Mulberry Bridge with Diana Kersey, 2011. Photo Credit: Seale Photography.
February 24, 2020
Last month, in Part I, we left studio potter Diana Kersey, having just broken into the practice of public art. This month, while sharing her background from star athlete to ceramist, we explore further her approach to design, content, and community engagement as she completes her first major public art commission.
January 27, 2020
Greetings from the new Studio Potter Editor, "Let's not be reductive. Let's be expansive. If we make a list, let's do it to parse out the options rather than create an oppressive hierarchy. We can all benefit from the beautiful mosaic of potential within the ceramic medium. This is what Studio Potter has always done." Send your story proposals to editor@studiopotter.org
Eri Dewa Forest Porcelain Sculpture at Lacoste Keane Gallery
January 27, 2020
Lucy Lacoste generously shared the following catalog essay with Studio Potter, drawing our attention to the next generation of Japanese women in ceramics. The exhibition was inspired by two important past exhibitions; Soaring Voices (2009 – 2012) which traveled to 10 locations in the USA, and Touch Fire (2009) at Smith College, Northampton MA.
January 27, 2020
A three-part series on the ceramist as public artist. "Completing private and public commissions, in addition to creating, decorating, and firing thousands of vessels during my career as an artist/potter, is not unlike how I learned the game of basketball: through practice, study, failure, disappointment, victory, and determination. This artistic path, in addition to my recently completed public art projects, has allowed me to master my ceramic process and has prepared me to take on a project of any scale." – Diana Kersey, 2015
Illustration by Zoe Pappenheimer for Studio Potter journal, 2018.
September 30, 2019
It has been my pleasure to serve as the Editor of Studio Potter journal for the last five years. ... My parting request, dear readers, is that you get more people to read this journal.

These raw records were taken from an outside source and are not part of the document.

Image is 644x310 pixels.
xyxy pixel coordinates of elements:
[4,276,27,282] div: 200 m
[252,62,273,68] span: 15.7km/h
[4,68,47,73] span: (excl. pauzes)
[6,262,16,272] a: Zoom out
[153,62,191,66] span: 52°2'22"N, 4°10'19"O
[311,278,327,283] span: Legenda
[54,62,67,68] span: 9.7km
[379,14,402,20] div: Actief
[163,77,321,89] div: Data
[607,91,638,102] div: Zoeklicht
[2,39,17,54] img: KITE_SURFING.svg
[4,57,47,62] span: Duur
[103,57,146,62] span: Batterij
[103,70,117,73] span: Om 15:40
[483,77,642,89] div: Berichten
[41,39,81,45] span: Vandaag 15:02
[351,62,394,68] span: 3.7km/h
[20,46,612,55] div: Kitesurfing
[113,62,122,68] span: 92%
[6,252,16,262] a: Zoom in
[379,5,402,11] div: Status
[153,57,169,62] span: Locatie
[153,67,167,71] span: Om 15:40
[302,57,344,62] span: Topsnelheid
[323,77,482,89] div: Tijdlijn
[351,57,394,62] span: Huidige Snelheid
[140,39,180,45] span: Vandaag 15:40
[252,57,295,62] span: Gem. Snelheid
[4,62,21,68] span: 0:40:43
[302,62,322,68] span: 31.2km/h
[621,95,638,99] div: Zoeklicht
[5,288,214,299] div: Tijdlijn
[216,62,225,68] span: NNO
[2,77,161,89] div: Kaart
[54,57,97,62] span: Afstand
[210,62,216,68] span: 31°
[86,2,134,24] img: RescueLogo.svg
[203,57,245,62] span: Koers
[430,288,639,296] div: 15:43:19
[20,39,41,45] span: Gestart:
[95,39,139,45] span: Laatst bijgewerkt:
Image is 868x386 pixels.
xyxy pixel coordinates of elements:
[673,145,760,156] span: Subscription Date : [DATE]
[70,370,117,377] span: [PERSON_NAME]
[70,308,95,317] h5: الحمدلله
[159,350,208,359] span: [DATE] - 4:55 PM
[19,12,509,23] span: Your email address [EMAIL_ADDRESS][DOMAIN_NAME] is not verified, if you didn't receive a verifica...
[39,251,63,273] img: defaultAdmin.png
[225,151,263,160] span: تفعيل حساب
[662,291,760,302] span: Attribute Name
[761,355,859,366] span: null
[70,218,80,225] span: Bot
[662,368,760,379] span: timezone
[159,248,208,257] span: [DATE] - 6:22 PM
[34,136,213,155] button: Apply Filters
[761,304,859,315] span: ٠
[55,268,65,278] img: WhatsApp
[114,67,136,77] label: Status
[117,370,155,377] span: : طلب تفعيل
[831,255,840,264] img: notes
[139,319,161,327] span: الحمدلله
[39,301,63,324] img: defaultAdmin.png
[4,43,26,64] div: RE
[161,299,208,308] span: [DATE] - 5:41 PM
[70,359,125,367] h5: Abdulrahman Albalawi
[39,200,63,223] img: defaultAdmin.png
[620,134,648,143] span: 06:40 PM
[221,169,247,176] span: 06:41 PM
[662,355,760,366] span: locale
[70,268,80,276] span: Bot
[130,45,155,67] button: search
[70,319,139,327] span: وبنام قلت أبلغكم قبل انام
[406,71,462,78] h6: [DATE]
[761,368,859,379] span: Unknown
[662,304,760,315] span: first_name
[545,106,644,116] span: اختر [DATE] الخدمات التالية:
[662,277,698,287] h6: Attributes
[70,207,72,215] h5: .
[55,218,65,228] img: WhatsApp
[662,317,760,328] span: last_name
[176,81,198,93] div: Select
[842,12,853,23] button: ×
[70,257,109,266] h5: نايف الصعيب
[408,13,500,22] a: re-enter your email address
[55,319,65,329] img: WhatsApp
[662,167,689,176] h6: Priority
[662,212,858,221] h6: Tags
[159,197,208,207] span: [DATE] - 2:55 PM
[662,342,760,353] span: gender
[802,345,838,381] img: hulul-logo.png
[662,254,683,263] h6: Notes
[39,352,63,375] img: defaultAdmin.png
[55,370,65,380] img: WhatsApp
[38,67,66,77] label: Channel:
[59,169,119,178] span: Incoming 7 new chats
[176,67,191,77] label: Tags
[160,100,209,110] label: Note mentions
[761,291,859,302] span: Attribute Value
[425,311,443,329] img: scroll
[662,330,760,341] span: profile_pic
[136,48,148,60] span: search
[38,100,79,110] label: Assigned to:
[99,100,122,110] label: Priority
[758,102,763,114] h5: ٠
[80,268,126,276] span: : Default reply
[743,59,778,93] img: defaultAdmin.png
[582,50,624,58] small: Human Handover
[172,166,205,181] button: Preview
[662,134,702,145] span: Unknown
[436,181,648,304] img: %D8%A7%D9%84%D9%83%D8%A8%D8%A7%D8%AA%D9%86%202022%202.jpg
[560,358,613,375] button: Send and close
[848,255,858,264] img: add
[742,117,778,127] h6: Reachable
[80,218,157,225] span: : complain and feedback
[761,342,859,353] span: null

Harriet Brisson Cube Striped in Half, 1989. Raku; 6 in. sq. 46th Concorso Internazionale, della Ceramica D'Arte, Faenza, Italy. From Brisson's 50NOW retrospective exhibition catalog.
September 15, 2019
Harriet had a mathematical mind, richly reinforced by her artwork and the life she created with her husband and fellow artist, David Brisson. Her modular ceramic creations, with components that fit together effortlessly, are evidence of her keen logic.